I agree, not like our opponents can't pull up our zone read plays from last year anyways.I'm not a fan of trying to be vanilla and hide or save things for other, presumable tougher opponents. How about just run what you run and get so good at executing it with superior athletes that it doesn't matter whether or not the bad guys know what's coming? If you wanna hold back on a couple of "trick plays" and save em for your bigger rivals, like we did with Florida last year then ok, that seems sensible.
But otherwise, just go get real good and confident with your system and go run it no matter who the opponent is IMO. If we just tried the other way vs App State, to hold back evidently only run about 5 or 6 total plays out of the offense, I'd say the results were a great reason to never do that again. Jmo.
Not sure if playing App State to overtime would be considered "smart" coaching. But to each their own I guess.
Do you really think it was part of Butch's strategy Travis? Interested to hear a player's take on it. It did seem like we ran a total of about 8 different plays all night. I was thinking of the North Texas game from last year as well.
THIS.... not quite buying playing vanilla till the end with a potential shattering loss staring you in the face... True, Dobbs clearly was told not to run, but not sure why the offense looked so bad... guess we will find out soon if it was a dangerous smokescreen or our coaching staff and players have regressed.. You would think this staff would have learned from being roasted for losing leads and games partly because they played 3 and out and hold the lead football... you would think they would come out this year to intimidate folks and keep their foot on the accelerator for four quarters.... guess not.
No it's never your strategy to be that close. But they only installed very few plays thinking they could muscle through it and it almost back fired. There is no such thing as holding back plays. You install plays based on your opponent. Against Virginia tech they will have all the plays open
Butch/Debord clearly took out half the playbook v AppSt.
How many read-options did Dobbs run?
I don't remember any.
It was risky, but was clearly on purpose.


Problem requirements:
Leave out every picture, then transcribe the rest of the listing exactly.
Supplied material section start
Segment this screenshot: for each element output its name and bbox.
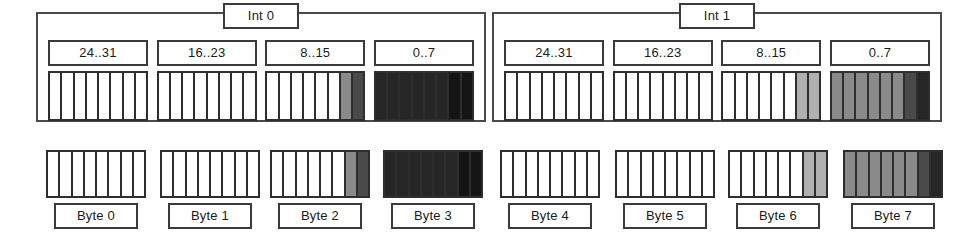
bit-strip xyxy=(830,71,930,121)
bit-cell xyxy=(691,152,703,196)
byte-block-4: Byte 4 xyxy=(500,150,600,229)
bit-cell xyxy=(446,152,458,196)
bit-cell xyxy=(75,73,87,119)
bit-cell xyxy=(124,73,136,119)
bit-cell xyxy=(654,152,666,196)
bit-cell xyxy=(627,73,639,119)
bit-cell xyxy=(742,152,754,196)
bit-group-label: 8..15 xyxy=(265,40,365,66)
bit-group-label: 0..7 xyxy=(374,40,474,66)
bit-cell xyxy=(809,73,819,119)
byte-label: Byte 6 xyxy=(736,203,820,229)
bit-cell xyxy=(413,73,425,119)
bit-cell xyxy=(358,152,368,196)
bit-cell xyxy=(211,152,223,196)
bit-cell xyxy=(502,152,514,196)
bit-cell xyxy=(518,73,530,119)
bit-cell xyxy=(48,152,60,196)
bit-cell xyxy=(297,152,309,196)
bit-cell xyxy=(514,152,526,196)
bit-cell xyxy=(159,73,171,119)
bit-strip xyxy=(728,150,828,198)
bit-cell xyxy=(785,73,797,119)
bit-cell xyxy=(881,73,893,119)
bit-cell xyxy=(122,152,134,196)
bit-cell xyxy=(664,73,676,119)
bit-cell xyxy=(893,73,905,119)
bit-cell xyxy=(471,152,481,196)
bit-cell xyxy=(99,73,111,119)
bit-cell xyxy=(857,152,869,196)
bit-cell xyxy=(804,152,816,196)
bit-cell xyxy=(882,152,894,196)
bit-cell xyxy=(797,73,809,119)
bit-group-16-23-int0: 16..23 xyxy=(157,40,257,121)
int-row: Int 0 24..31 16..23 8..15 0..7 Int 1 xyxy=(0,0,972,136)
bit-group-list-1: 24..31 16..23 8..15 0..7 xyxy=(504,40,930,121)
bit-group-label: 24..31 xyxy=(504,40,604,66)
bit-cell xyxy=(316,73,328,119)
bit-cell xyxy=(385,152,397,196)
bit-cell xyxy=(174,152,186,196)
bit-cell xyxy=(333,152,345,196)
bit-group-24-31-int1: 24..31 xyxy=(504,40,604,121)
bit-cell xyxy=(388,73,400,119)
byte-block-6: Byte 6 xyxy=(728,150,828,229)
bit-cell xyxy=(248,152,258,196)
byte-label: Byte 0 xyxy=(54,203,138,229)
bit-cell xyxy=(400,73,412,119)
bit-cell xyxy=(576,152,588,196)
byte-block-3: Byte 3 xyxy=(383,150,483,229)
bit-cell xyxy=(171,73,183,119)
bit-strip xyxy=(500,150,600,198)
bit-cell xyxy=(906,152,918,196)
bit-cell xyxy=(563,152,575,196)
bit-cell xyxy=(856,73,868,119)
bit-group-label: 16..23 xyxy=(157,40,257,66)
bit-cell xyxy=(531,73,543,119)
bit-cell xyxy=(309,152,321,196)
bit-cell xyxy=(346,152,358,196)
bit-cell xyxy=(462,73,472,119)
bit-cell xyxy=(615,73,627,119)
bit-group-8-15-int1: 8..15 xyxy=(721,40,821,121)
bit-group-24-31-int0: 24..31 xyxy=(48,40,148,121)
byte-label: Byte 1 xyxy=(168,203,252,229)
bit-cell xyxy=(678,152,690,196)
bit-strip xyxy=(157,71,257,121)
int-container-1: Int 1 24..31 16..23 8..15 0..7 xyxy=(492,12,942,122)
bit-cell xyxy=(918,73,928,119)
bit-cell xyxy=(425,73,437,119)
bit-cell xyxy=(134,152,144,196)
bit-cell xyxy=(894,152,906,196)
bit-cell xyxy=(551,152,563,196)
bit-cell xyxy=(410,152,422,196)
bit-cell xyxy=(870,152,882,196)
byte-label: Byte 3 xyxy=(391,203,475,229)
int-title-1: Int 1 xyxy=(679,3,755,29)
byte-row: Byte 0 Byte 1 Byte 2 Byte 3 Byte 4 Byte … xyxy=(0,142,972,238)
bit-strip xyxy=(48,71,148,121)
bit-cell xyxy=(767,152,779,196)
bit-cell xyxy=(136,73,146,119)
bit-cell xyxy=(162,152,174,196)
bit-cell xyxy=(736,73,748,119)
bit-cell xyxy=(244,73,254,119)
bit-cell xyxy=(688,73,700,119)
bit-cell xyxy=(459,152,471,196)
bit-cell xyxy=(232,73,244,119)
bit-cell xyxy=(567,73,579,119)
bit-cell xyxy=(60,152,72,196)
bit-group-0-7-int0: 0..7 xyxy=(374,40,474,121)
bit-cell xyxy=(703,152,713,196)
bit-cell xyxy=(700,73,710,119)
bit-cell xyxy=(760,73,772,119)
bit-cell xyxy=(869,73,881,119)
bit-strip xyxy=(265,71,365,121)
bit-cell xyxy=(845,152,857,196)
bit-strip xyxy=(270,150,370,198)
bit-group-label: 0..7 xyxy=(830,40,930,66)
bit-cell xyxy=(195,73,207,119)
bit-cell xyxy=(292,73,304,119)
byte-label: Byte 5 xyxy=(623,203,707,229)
Supplied material section end
Exercise output:
Segment this screenshot: for each element output its name and bbox.
bit-strip xyxy=(830,71,930,121)
bit-cell xyxy=(691,152,703,196)
byte-block-4: Byte 4 xyxy=(500,150,600,229)
bit-cell xyxy=(446,152,458,196)
bit-cell xyxy=(75,73,87,119)
bit-cell xyxy=(124,73,136,119)
bit-cell xyxy=(654,152,666,196)
bit-cell xyxy=(627,73,639,119)
bit-cell xyxy=(742,152,754,196)
bit-group-label: 8..15 xyxy=(265,40,365,66)
bit-group-label: 0..7 xyxy=(374,40,474,66)
bit-cell xyxy=(809,73,819,119)
byte-label: Byte 6 xyxy=(736,203,820,229)
bit-cell xyxy=(413,73,425,119)
bit-cell xyxy=(358,152,368,196)
bit-cell xyxy=(211,152,223,196)
bit-cell xyxy=(502,152,514,196)
bit-cell xyxy=(518,73,530,119)
bit-cell xyxy=(48,152,60,196)
bit-cell xyxy=(297,152,309,196)
bit-cell xyxy=(514,152,526,196)
bit-cell xyxy=(159,73,171,119)
bit-strip xyxy=(728,150,828,198)
bit-cell xyxy=(785,73,797,119)
bit-cell xyxy=(881,73,893,119)
bit-cell xyxy=(122,152,134,196)
bit-cell xyxy=(664,73,676,119)
bit-cell xyxy=(893,73,905,119)
bit-cell xyxy=(471,152,481,196)
bit-cell xyxy=(99,73,111,119)
bit-cell xyxy=(857,152,869,196)
bit-cell xyxy=(804,152,816,196)
bit-cell xyxy=(882,152,894,196)
bit-cell xyxy=(797,73,809,119)
bit-group-16-23-int0: 16..23 xyxy=(157,40,257,121)
int-row: Int 0 24..31 16..23 8..15 0..7 Int 1 xyxy=(0,0,972,136)
bit-group-list-1: 24..31 16..23 8..15 0..7 xyxy=(504,40,930,121)
bit-group-label: 24..31 xyxy=(504,40,604,66)
bit-cell xyxy=(316,73,328,119)
bit-cell xyxy=(385,152,397,196)
bit-cell xyxy=(174,152,186,196)
bit-cell xyxy=(333,152,345,196)
bit-group-24-31-int1: 24..31 xyxy=(504,40,604,121)
bit-cell xyxy=(388,73,400,119)
byte-block-6: Byte 6 xyxy=(728,150,828,229)
bit-cell xyxy=(248,152,258,196)
byte-label: Byte 0 xyxy=(54,203,138,229)
bit-cell xyxy=(400,73,412,119)
bit-cell xyxy=(576,152,588,196)
byte-block-3: Byte 3 xyxy=(383,150,483,229)
bit-cell xyxy=(171,73,183,119)
bit-strip xyxy=(500,150,600,198)
bit-cell xyxy=(906,152,918,196)
bit-cell xyxy=(563,152,575,196)
bit-cell xyxy=(856,73,868,119)
bit-group-label: 16..23 xyxy=(157,40,257,66)
bit-cell xyxy=(531,73,543,119)
bit-cell xyxy=(309,152,321,196)
bit-cell xyxy=(346,152,358,196)
bit-cell xyxy=(462,73,472,119)
bit-cell xyxy=(615,73,627,119)
bit-group-8-15-int1: 8..15 xyxy=(721,40,821,121)
bit-group-24-31-int0: 24..31 xyxy=(48,40,148,121)
byte-label: Byte 1 xyxy=(168,203,252,229)
bit-cell xyxy=(678,152,690,196)
bit-strip xyxy=(157,71,257,121)
int-container-1: Int 1 24..31 16..23 8..15 0..7 xyxy=(492,12,942,122)
bit-cell xyxy=(918,73,928,119)
bit-cell xyxy=(425,73,437,119)
bit-cell xyxy=(134,152,144,196)
bit-cell xyxy=(894,152,906,196)
bit-cell xyxy=(551,152,563,196)
bit-cell xyxy=(410,152,422,196)
bit-cell xyxy=(870,152,882,196)
byte-label: Byte 3 xyxy=(391,203,475,229)
int-title-1: Int 1 xyxy=(679,3,755,29)
byte-row: Byte 0 Byte 1 Byte 2 Byte 3 Byte 4 Byte … xyxy=(0,142,972,238)
bit-strip xyxy=(48,71,148,121)
bit-cell xyxy=(767,152,779,196)
bit-cell xyxy=(136,73,146,119)
bit-cell xyxy=(162,152,174,196)
bit-cell xyxy=(736,73,748,119)
bit-cell xyxy=(244,73,254,119)
bit-cell xyxy=(688,73,700,119)
bit-cell xyxy=(459,152,471,196)
bit-cell xyxy=(232,73,244,119)
bit-cell xyxy=(567,73,579,119)
bit-cell xyxy=(60,152,72,196)
bit-group-0-7-int0: 0..7 xyxy=(374,40,474,121)
bit-cell xyxy=(703,152,713,196)
bit-cell xyxy=(700,73,710,119)
bit-cell xyxy=(760,73,772,119)
bit-cell xyxy=(869,73,881,119)
bit-strip xyxy=(265,71,365,121)
bit-cell xyxy=(845,152,857,196)
bit-strip xyxy=(270,150,370,198)
bit-group-label: 0..7 xyxy=(830,40,930,66)
bit-cell xyxy=(195,73,207,119)
bit-cell xyxy=(292,73,304,119)
byte-label: Byte 5 xyxy=(623,203,707,229)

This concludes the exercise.